In a world first Mitalipov of the Oregon National Primate Research Centre in Beaverton, USA, provided evidence that he had successfully achieved somatic cell nuclear transfer in a primate. This means he managed to clone a rhesus monkey embryo from adult cells and generate embryonic stem cells from them. Previously it has proved impossible to derive embryonic cells from cloned embryos in primates. Mitalipov made two batches of embryonic stem cells from 20 cloned embryos.

“We’ve been looking for this evidence for a long time,” said Trounson who heads the Monash Immunology and Stem Cell Laboratory at Monash University in Melbourne, Australia.

Cloning from adult cells has been achieved in many species, such as mice, sheep, pigs, cows and dogs, but primates seemed to present an insurmountable barrier.
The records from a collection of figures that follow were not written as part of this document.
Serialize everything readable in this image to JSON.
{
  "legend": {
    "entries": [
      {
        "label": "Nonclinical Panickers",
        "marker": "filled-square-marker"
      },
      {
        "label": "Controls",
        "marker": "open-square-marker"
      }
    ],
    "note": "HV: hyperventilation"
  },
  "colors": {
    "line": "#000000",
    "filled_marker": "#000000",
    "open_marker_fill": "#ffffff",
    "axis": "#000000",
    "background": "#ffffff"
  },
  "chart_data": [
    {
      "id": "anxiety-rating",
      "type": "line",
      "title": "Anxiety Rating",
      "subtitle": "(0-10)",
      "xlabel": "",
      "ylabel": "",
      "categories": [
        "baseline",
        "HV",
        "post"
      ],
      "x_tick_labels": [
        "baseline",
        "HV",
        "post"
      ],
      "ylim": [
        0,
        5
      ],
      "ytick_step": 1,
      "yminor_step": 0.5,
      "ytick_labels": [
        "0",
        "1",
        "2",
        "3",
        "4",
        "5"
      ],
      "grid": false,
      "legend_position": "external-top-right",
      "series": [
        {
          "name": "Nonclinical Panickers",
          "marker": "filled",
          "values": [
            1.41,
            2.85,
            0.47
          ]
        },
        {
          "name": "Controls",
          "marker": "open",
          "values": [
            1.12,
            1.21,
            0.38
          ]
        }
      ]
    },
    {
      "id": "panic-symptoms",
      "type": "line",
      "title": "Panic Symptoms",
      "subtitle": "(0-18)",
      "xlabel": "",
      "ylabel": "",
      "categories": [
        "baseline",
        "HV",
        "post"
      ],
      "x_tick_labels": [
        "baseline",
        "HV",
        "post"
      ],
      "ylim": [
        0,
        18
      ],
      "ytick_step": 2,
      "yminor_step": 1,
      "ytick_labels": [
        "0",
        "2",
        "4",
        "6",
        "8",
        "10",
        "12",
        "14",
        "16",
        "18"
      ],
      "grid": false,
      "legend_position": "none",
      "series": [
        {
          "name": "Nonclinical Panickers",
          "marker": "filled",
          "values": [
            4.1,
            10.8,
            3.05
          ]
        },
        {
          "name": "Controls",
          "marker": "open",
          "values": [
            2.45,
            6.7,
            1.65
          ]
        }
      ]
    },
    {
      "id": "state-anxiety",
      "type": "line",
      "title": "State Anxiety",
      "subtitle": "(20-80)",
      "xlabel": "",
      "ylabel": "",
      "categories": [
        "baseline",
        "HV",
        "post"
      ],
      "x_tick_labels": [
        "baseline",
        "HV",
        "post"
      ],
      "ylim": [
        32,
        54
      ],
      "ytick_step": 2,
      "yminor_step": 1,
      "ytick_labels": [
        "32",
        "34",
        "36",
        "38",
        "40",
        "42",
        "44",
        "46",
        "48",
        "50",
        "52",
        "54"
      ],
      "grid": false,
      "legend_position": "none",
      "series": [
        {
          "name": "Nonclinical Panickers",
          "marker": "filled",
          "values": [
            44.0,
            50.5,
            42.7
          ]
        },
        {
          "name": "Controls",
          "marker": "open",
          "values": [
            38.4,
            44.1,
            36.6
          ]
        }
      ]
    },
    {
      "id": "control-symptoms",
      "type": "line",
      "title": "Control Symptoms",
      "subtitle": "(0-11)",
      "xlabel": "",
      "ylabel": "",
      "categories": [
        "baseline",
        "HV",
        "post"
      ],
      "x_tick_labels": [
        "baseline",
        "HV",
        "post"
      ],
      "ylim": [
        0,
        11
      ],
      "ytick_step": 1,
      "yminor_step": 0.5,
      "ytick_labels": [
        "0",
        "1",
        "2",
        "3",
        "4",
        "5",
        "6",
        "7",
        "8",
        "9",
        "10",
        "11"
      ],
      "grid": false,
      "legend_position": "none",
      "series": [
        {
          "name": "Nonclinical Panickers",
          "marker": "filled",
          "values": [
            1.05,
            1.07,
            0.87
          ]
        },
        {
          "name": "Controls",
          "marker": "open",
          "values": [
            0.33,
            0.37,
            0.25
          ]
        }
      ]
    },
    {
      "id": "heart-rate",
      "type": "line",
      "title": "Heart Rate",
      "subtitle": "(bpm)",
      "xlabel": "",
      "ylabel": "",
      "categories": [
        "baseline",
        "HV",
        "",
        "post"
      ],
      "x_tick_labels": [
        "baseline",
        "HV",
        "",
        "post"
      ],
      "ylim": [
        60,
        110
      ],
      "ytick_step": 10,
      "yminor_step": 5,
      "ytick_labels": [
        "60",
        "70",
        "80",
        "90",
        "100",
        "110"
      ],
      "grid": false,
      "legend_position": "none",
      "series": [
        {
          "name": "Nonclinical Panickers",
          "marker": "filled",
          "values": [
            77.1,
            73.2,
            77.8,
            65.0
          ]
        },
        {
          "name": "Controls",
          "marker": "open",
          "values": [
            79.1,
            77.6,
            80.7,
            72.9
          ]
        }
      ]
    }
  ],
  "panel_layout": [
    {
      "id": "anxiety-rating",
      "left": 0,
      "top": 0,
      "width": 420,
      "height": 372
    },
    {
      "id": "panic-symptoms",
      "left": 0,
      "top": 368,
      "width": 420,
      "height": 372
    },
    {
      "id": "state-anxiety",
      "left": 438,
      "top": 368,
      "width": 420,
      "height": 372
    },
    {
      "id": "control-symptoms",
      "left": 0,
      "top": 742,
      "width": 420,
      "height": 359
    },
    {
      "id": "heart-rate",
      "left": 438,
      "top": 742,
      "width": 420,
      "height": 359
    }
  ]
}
Disgraced Korean 'stem cell king' Woo Sook Hwang failed to achieve the technique even through he had access to over 2,000 human eggs.

But now the primate barrier is down, thanks to a modified technique that Mitalipov used.

How he did it

Using skin cells from a ten year old male rhesus monkey, Mitalipov generated cloned embryos and ultimately two lines of embryonic stem cells, which he has given the acronym CRES, for cloned rhesus embryonic stem cells.

He revealed evidence that the chromosomes of these stem cell lines were indeed derived from the donor monkey. This is because the donor monkey’s chromosomes carried a very distinctive strip of DNA called a 42 XY translocation.

The cell lines also seemed to pass preliminary tests for bone fide embryonic stem cells. They stained positive for the canonical simian embryonic stem markers: Oct-4 , SSEA4, TRA1-60 and TRa-1-80 – which are proteins only produced by embryonic stem cells.

And as Mitalipov dramatically demonstrated in his presentation with a slide of beating cells, the CRES cells passed another test of embryonic stem cells; they where able to transform into either throbbing heart cells or neurons. They also formed teratomas – cancers that produce different types of tissues – when injected into mouse testis, just as other embryonic stem cells do.

However, when Irving Weissman, a developmental biologist of Stanford University in California, asked whether the cells had yet been tested for their ability to contribute to a monkey chimaera – an embryo made by mixing stem cells with cells of another embryo – Natalipov, replied in the negative. The chimaera is used as another definitive verification of embryonic stem cells.

"Beautiful work"

Mitalipov believes that standard cloning techniques have been the reason why experts have had such little luck in cloning adult primate cells before now.

Removing chromosomes from the egg (to prepare it to accept chromosomes from the adult cell being cloned) relies on visualising them using a dye and ultraviolet light – a procedure that damages essential factors that allow the resultant cell to reconfigure itself as an embryo, he said.

Furthermore, said Mitalipov, the use of electricity to fuse the donor skin cell to the chromosome-free egg, may cause the egg to activate or reconfigure itself prematurely.

Mitalipov's alternative technique visualises an egg's chromosomes without the dye or UV light, but through using polarised light to detect fibres that carry the chromosomes instead. He details the technique in the June 11 edition of the journal Human Reproduction.

Details of Mitalipov's cloning success have not yet been published in a journal, but it's likely to be in the press, given his presentation in a public arena. Until then, and until it is repeated by other experts, caution is warranted, comments Monash University's Trounson.

“Nevertheless, this is a beautiful work, really well done,” says Megan Munsie, of the Australian Stem Cell Centre in Melbourne and the first person ever to make embryonic stem cells from a cloned mouse embryo.